Despite the growing body of research on the transition from school to work, an important aspect of young people’s social realities in this phase has been largely overlooked: their peers. This study investigates to what extent peer networks in late adolescence, and particularly peers’ appraisals of their own career goals, are related to young people’s subjective early transition outcomes in a Finnish sample ( N = 322) between the ages 17 and 20. The results show that having peers who positively appraise their goals as attainable is associated with more positive transition outcomes as young people more often reported having reached a (temporarily) satisfactory transition outcome which they intended to maintain unchanged. Negative peer appraisals showed no associations with transition outcomes. The present study offers an important step toward a comprehensive understanding of the social lives of young people in career transitions and provides new directions for research and counseling.


Author(s):  
Johanna Wyn ◽  
Dan Woodman

This chapter takes a critical lens to the field of youth transitions. The authors argue that the concept of youth as a period of transition has tended to ossify around school-to-work trajectories, obscuring the significance of other life spheres, such as leisure, friendship, and culture.

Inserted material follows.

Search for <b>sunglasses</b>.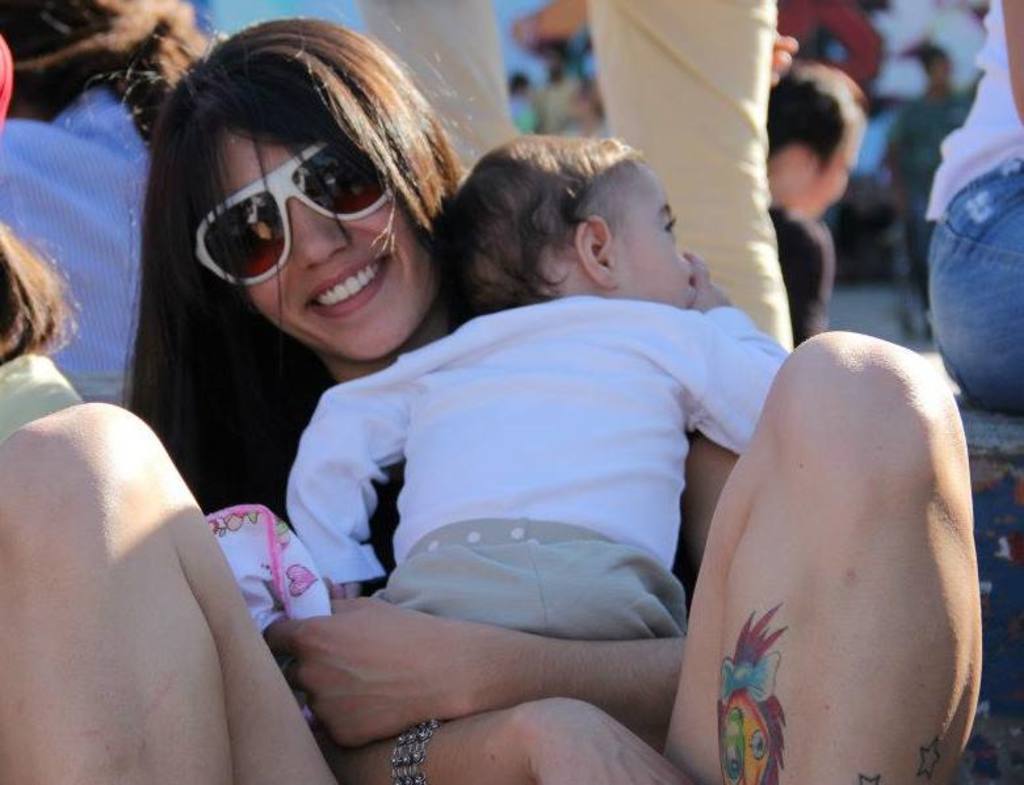
Found at locate(190, 135, 396, 281).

Although youth transitions scholars can, and indeed are, beginning to account for a wider variety of transitions and do attempt to interrogate the impact of class, gender, and race on transition outcomes, the concept of transitions to adulthood underestimates the historically specific nature of youth, and adulthood, and is ill-suited to identifying the life course effects of youth experience. The authors draw on examples from their longitudinal research on two generations of young Australians to introduce a social generational framework that highlights the changing nature of youth and adulthood, as the stalwarts of transition patterns (education into work) are disrupted by trends toward lifelong learning and precarious work. The current generation of young Australians, like their counterparts in many other countries, have to navigate new transition regimes that involve a considerable investment of time and money in education. Yet globally competitive labor markets mean that the pay-off for education is often difficult to attain. These conditions, the authors argue, create a “new adulthood,” which is an outcome of a generational accommodation to the changing rules of the game of transition from education to work. They use this concept to move debate beyond claims that youth is simply an extended transition before adult status is reached.